It's both amusing and disturbing at the same time. I'm surrounded by Soviet-era designs and former Warsaw Pact military personnel, something I never would have expected when I was growing up. For me, it's still novel to interact with all this, having grown up under Ronald Reagan. Yet it's distubing, in reminding me how much the world has changed in such a short time. Many of the young soldiers I work with now were born when the old political order was ending. A helicopter is a helicopter. Bulgarian, Georgian, Turkish, Mongolian and Afghan soldiers everywhere you are? Just another day on deployment.
Then again, their time will also come, when all seems unaccountably changed.
In the meantime, I'm hoping to see again what I caught a brief glimpse of (what a day to not have my camera with me) passing overhead last week:
A Hind heading out towards the mountains around Kabul. And if I have the good fortune to catch one landing at the field less than a quarter-mile away, some aircrew is going to be pestered by a middle-aged American with a camera until they give in.
2 comments:
I once saw a film clip of one of these being hit by a Stinger. The entire cockpit turned into a fireball and the thing just kept limping along in the air for a while, as though it were Wile E. Coyote over a canyon. Didn't look too pleasant for the pilot.
Papa Whiskey,
The Hips seem to be the workhorse helicopter around here. I'd bet they're rugged as hell, but given the nationalities flying them over here, I'd be reluctant to get in one that's actually flying somewhere.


--- What is needed ---
In the entries below, every line with the string "Demo" is to be reported.

--- Dataset records ---
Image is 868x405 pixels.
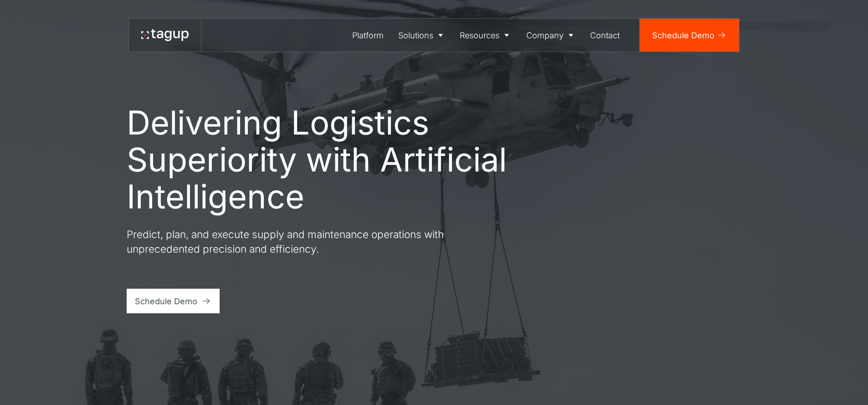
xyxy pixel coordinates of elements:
div: Schedule Demo [135,295,197,307]
p: Predict, plan, and execute supply and maintenance operations with unprecedented precision and eff... [127,227,455,256]
a: Schedule Demo [640,19,739,52]
a: Schedule Demo [127,288,220,313]
div: Platform [352,29,383,41]
h1: Delivering Logistics Superiority with Artificial Intelligence [127,104,509,214]
a: Contact [583,19,628,52]
div: Schedule Demo [652,29,715,41]
div: Solutions [398,29,433,41]
a: Company [519,19,583,52]
div: Contact [590,29,620,41]
a: Platform [346,19,392,52]
a: Solutions [391,19,453,52]
a: Resources [453,19,519,52]
div: Company [526,29,564,41]
div: Resources [459,29,500,41]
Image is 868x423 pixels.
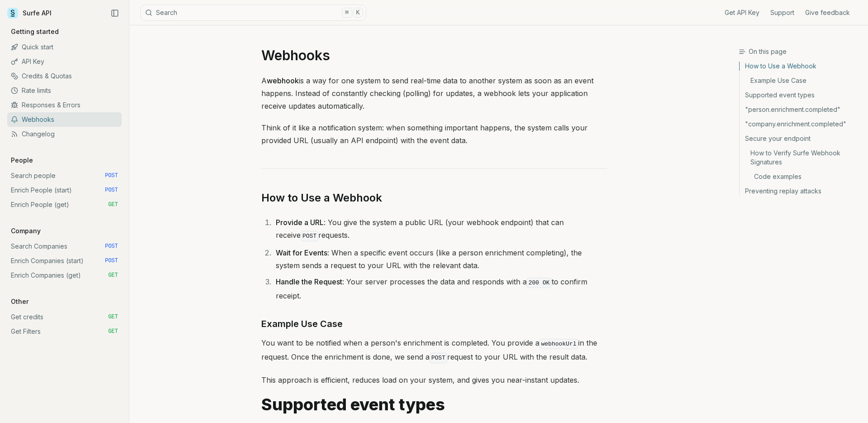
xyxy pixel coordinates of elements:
p: Getting started [7,27,63,36]
a: Responses & Errors [7,98,121,112]
a: How to Use a Webhook [740,62,861,74]
a: Give feedback [805,8,850,17]
a: Webhooks [7,112,121,127]
kbd: K [353,7,363,18]
a: Quick start [7,40,121,54]
a: Enrich Companies (get) GET [7,268,121,282]
a: Enrich People (get) GET [7,197,121,212]
a: Supported event types [740,88,861,103]
p: This approach is efficient, reduces load on your system, and gives you near-instant updates. [261,374,607,386]
a: Enrich Companies (start) POST [7,253,121,268]
li: : Your server processes the data and responds with a to confirm receipt. [273,275,607,302]
li: : When a specific event occurs (like a person enrichment completing), the system sends a request ... [273,247,607,272]
strong: Provide a URL [276,218,324,227]
span: POST [105,172,118,179]
code: webhookUrl [539,338,579,349]
a: Search Companies POST [7,239,121,253]
li: : You give the system a public URL (your webhook endpoint) that can receive requests. [273,216,607,243]
h1: Webhooks [261,47,607,63]
a: "person.enrichment.completed" [740,103,861,117]
a: Changelog [7,127,121,141]
a: Supported event types [261,395,445,413]
h3: On this page [739,47,861,56]
a: How to Use a Webhook [261,190,382,205]
code: POST [301,231,318,241]
a: Example Use Case [261,317,343,331]
a: Search people POST [7,168,121,183]
span: POST [105,243,118,249]
p: You want to be notified when a person's enrichment is completed. You provide a in the request. On... [261,336,607,364]
a: Secure your endpoint [740,132,861,146]
a: "company.enrichment.completed" [740,117,861,132]
span: GET [108,328,118,335]
p: Think of it like a notification system: when something important happens, the system calls your p... [261,121,607,147]
strong: Handle the Request [276,277,343,286]
strong: Wait for Events [276,248,328,257]
a: Support [771,8,794,17]
a: API Key [7,54,121,69]
span: GET [108,201,118,208]
a: Example Use Case [740,74,861,88]
a: Preventing replay attacks [740,184,861,195]
a: Credits & Quotas [7,69,121,83]
a: Get Filters GET [7,324,121,338]
button: Search⌘K [140,5,367,21]
span: GET [108,313,118,320]
p: Company [7,226,44,235]
kbd: ⌘ [342,7,352,18]
p: A is a way for one system to send real-time data to another system as soon as an event happens. I... [261,74,607,112]
span: POST [105,187,118,193]
a: Get credits GET [7,309,121,324]
a: Rate limits [7,83,121,98]
p: Other [7,297,32,306]
a: Enrich People (start) POST [7,183,121,197]
span: POST [105,257,118,264]
a: Code examples [740,169,861,184]
button: Collapse Sidebar [108,7,121,20]
a: How to Verify Surfe Webhook Signatures [740,146,861,169]
code: 200 OK [527,277,552,288]
strong: webhook [267,76,299,85]
a: Surfe API [7,7,51,20]
p: People [7,156,36,164]
a: Get API Key [725,8,760,17]
span: GET [108,272,118,278]
code: POST [429,352,447,363]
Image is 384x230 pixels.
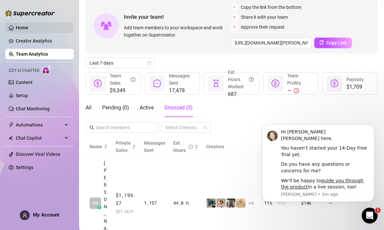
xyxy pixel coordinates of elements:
span: message [153,79,161,87]
span: Share it with your team [241,14,288,21]
th: Creators [202,137,260,157]
div: — [287,87,313,95]
span: Name [90,143,103,150]
a: Discover Viral Videos [16,152,60,157]
img: AI Chatter [42,65,52,74]
span: question-circle [189,139,193,154]
div: Pending ( 0 ) [102,104,129,112]
div: Team Sales [110,72,135,87]
iframe: Intercom live chat [362,208,378,223]
span: Izzy AI Chatter [9,68,39,74]
span: AN [92,199,99,207]
span: Add team members to your workspace and work together on Supercreator. [124,24,228,39]
span: search [90,125,94,130]
span: 3 [231,23,238,31]
span: Messages Sent [169,73,190,86]
span: $9,349 [110,87,135,95]
span: Last 7 days [90,58,151,68]
div: Est. Hours [173,139,193,154]
span: dollar-circle [331,79,339,87]
iframe: Intercom notifications message [253,115,384,212]
img: Libby [226,198,236,208]
span: 1 [231,4,238,11]
a: Chat Monitoring [16,106,50,111]
span: dollar-circle [94,79,102,87]
input: Search members [96,124,150,131]
span: user [22,213,27,218]
span: info-circle [131,72,135,87]
th: Name [86,137,112,157]
img: Eavnc [207,198,216,208]
a: Content [16,80,33,85]
span: Active [140,104,154,111]
img: anaxmei [217,198,226,208]
a: Team Analytics [16,51,48,57]
span: Messages Sent [144,140,165,153]
a: Setup [16,93,28,98]
span: dollar-circle [272,79,280,87]
div: Est. Hours Worked [228,69,254,90]
div: 1,157 [144,199,165,207]
span: Copy the link from the bottom [241,4,302,11]
a: Creator Analytics [16,36,69,46]
span: Payouts [346,77,364,82]
span: Chat Copilot [16,133,63,143]
span: Invite your team! [124,13,231,21]
span: Snoozed ( 3 ) [164,104,193,111]
span: Team Profits [287,73,301,86]
img: Actually.Maria [236,198,246,208]
a: Settings [16,165,33,170]
a: Home [16,25,28,30]
span: question-circle [249,69,254,90]
div: All [86,104,92,112]
div: z [98,205,102,209]
span: Approve their request [241,23,285,31]
span: thunderbolt [9,122,14,128]
span: calendar [147,61,151,65]
span: Private Sales [116,140,131,153]
span: Copy Link [327,40,347,45]
span: exclamation-circle [294,88,299,93]
img: logo-BBDzfeDw.svg [5,10,55,16]
span: $ 27.26 /h [116,208,136,215]
span: 17,478 [169,87,195,95]
img: Chat Copilot [9,136,13,140]
span: team [203,126,207,130]
span: + 4 [249,199,254,207]
span: 2 [231,14,238,21]
span: 687 [228,90,254,98]
span: $1,199.37 [116,192,136,207]
span: 1 [375,208,381,213]
span: $1,709 [346,83,364,91]
button: Copy Link [314,38,352,48]
span: hourglass [212,79,220,87]
div: 44.0 h [173,199,198,207]
span: copy [319,40,324,45]
span: My Account [33,212,59,218]
span: Automations [16,120,63,130]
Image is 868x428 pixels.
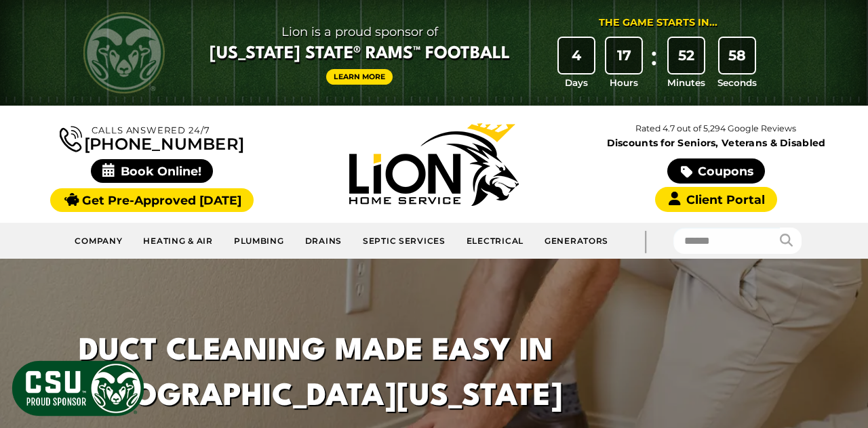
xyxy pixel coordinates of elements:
[618,223,673,259] div: |
[91,159,214,183] span: Book Online!
[457,228,534,254] a: Electrical
[559,38,594,73] div: 4
[578,138,854,148] span: Discounts for Seniors, Veterans & Disabled
[224,228,295,254] a: Plumbing
[607,38,641,73] div: 17
[295,228,353,254] a: Drains
[655,187,777,212] a: Client Portal
[60,124,244,152] a: [PHONE_NUMBER]
[50,188,253,212] a: Get Pre-Approved [DATE]
[565,76,588,89] span: Days
[667,158,765,184] a: Coupons
[610,76,638,89] span: Hours
[647,38,661,90] div: :
[575,121,857,136] p: Rated 4.7 out of 5,294 Google Reviews
[667,76,705,89] span: Minutes
[78,330,572,420] h1: Duct Cleaning Made Easy In [GEOGRAPHIC_DATA][US_STATE]
[65,228,133,254] a: Company
[353,228,457,254] a: Septic Services
[133,228,223,254] a: Heating & Air
[326,69,393,85] a: Learn More
[599,15,717,31] div: The Game Starts in...
[210,21,510,43] span: Lion is a proud sponsor of
[720,38,755,73] div: 58
[210,43,510,66] span: [US_STATE] State® Rams™ Football
[669,38,704,73] div: 52
[534,228,618,254] a: Generators
[10,359,146,418] img: CSU Sponsor Badge
[717,76,757,89] span: Seconds
[349,124,519,206] img: Lion Home Service
[83,12,165,94] img: CSU Rams logo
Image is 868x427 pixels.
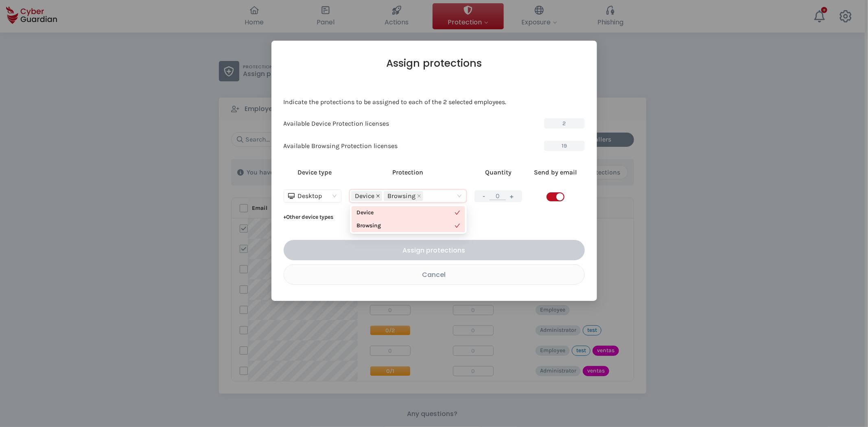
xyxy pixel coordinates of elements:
[507,191,517,202] button: +
[544,118,585,128] span: 2
[284,211,334,224] button: Add other device types
[455,210,460,215] span: check
[417,194,421,198] span: close
[356,221,455,230] div: Browsing
[290,270,578,280] div: Cancel
[527,163,584,181] th: Send by email
[288,190,330,202] div: Desktop
[387,191,415,200] span: Browsing
[480,191,488,202] button: -
[470,163,527,181] th: Quantity
[351,191,382,201] span: Device
[352,206,465,219] div: Device
[284,57,585,70] h2: Assign protections
[376,194,380,198] span: close
[284,119,390,128] p: Available Device Protection licenses
[355,191,374,200] span: Device
[284,264,585,284] button: Cancel
[290,245,579,255] div: Assign protections
[284,142,398,150] p: Available Browsing Protection licenses
[544,141,585,151] span: 19
[455,223,460,228] span: check
[284,98,585,106] p: Indicate the protections to be assigned to each of the 2 selected employees.
[384,191,423,201] span: Browsing
[284,240,585,260] button: Assign protections
[284,163,346,181] th: Device type
[346,163,470,181] th: Protection
[352,219,465,232] div: Browsing
[356,208,455,217] div: Device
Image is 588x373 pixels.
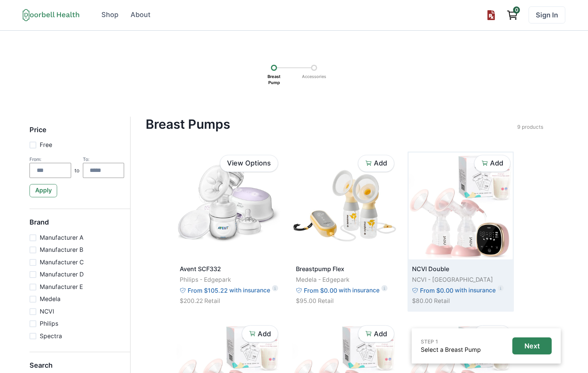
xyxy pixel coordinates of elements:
[299,71,329,83] p: Accessories
[39,307,54,316] p: NCVI
[39,282,83,291] p: Manufacturer E
[180,275,276,284] p: Philips - Edgepark
[339,285,380,294] p: with insurance
[125,7,156,24] a: About
[39,294,61,303] p: Medela
[421,346,481,353] a: Select a Breast Pump
[39,331,62,340] p: Spectra
[230,285,270,294] p: with insurance
[412,275,509,284] p: NCVI - [GEOGRAPHIC_DATA]
[293,152,396,310] a: Breastpump FlexMedela - EdgeparkFrom $0.00with insurance$95.00 Retail
[529,7,565,24] a: Sign In
[97,7,124,24] a: Shop
[374,159,387,167] p: Add
[482,7,499,24] button: Upload prescription
[525,342,540,350] p: Next
[358,325,394,342] button: Add
[304,285,337,294] p: From $0.00
[265,71,283,89] p: Breast Pump
[30,125,124,141] h5: Price
[513,7,520,13] span: 0
[258,330,271,338] p: Add
[39,233,84,242] p: Manufacturer A
[293,152,396,259] img: wu1ofuyzz2pb86d2jgprv8htehmy
[374,330,387,338] p: Add
[75,166,80,177] p: to
[130,10,151,20] div: About
[513,337,552,354] button: Next
[242,325,278,342] button: Add
[296,275,393,284] p: Medela - Edgepark
[503,7,522,24] a: View cart
[176,152,280,310] a: Avent SCF332Philips - EdgeparkFrom $105.22with insurance$200.22 Retail
[30,184,57,198] button: Apply
[296,264,393,273] p: Breastpump Flex
[296,296,393,305] p: $95.00 Retail
[412,264,509,273] p: NCVI Double
[39,257,84,266] p: Manufacturer C
[39,319,58,328] p: Philips
[188,285,228,294] p: From $105.22
[83,157,125,161] div: To:
[412,296,509,305] p: $80.00 Retail
[517,123,544,130] p: 9 products
[39,245,84,254] p: Manufacturer B
[180,296,276,305] p: $200.22 Retail
[30,157,71,161] div: From:
[30,218,124,233] h5: Brand
[408,152,513,310] a: NCVI DoubleNCVI - [GEOGRAPHIC_DATA]From $0.00with insurance$80.00 Retail
[474,325,510,342] button: Add
[474,155,510,171] button: Add
[455,285,495,294] p: with insurance
[220,155,278,171] a: View Options
[176,152,280,259] img: p396f7c1jhk335ckoricv06bci68
[180,264,276,273] p: Avent SCF332
[490,159,504,167] p: Add
[421,338,481,345] p: STEP 1
[102,10,118,20] div: Shop
[358,155,394,171] button: Add
[408,152,513,259] img: tns73qkjvnll4qaugvy1iy5zbioi
[420,285,454,294] p: From $0.00
[39,270,84,279] p: Manufacturer D
[146,116,517,132] h4: Breast Pumps
[39,140,52,149] p: Free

--- Response below ---
div: Schedule Demo [135,295,197,307]
a: Schedule Demo [640,19,739,52]
a: Schedule Demo [127,288,220,313]
div: Schedule Demo [652,29,715,41]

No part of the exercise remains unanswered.